I never reread because I worry too much about. Being disappointed. There’s a Anne of Green Gables readalong that I might join because I’ve actually never read it.
I enjoyed your post very much.
Thanks, Caroline. I understand your reservations. For the most part, however, my rereads have been surprisingly satisfying. I was quite concerned about rereading a Judy Blume novel a few years back, but it was every bit as good. And even though the language in some of my old favourites was definitely dated (‘gosh’ and “golly”) the stories were still solid. The only one I can think of which was disppointing? Marion Zimmer Bradley’s The Mists of Avalon, but perhaps it was simply impossible to have adored it as much as I did on first reading (I stopped rereading after a chapter).
Re-reads can be a double-edged sword, can’t they? The risk of losing a wonderful memory because we’re older, our perspectives have changed and we see things differently. And of course as younger readers we don’t always know the background of the author and book. Very interesting post!

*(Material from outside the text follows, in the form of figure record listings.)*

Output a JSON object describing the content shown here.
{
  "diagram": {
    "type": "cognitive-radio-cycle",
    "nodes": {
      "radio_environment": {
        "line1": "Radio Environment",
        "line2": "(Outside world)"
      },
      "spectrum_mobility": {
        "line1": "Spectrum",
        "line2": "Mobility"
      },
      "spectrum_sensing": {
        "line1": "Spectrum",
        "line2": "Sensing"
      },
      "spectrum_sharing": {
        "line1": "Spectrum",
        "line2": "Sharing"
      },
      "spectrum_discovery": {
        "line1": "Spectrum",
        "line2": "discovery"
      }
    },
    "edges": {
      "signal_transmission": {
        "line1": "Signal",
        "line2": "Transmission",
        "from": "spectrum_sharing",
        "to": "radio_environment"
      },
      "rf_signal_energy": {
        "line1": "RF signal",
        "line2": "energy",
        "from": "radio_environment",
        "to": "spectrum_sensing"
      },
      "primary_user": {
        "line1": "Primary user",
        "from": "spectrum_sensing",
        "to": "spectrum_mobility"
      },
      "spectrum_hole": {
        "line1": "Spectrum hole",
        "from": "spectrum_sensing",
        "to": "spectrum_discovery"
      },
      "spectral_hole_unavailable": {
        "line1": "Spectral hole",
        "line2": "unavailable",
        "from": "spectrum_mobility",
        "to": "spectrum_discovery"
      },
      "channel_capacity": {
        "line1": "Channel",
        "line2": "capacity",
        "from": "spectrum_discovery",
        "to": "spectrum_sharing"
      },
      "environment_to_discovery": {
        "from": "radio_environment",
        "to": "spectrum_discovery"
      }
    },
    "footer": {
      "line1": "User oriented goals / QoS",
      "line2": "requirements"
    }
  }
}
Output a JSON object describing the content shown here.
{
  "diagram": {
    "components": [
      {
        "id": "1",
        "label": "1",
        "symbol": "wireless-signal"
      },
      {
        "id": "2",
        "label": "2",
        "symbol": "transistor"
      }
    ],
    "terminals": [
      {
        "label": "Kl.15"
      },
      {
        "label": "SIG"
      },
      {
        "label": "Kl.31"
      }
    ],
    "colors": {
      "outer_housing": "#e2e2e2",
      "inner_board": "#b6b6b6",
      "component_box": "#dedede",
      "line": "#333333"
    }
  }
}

I think I had the concept of an “author” sooner than some kids, but I certainly did not understand that that author was a whole and complete person, separate from the stories themselves (anymore than any adult was actually a whole and complete person separate from me – given that the world revolved around me) and everything is certainly much less complicated in that worldview.
What a thoughtful, powerful post on rereading Emily. You’ve described the experience of rereading a childhood favourite beautifully — that desire to be like the heroine, as she used to be, in the playhouse where order and beauty can be and will be restored. And the reality of discovering that the story, the heroine, the author, and the world she describes are all far more complicated than one’s childhood self could have known.
Thanks, Sarah. The experience of reading her journals has affected my rereading in addition to the usual rereading issues, but even more so following the revelations about the nature of her death (several years ago now). I’ve reread several of the books since then and still have one fresh read remaining (The Tangled Web).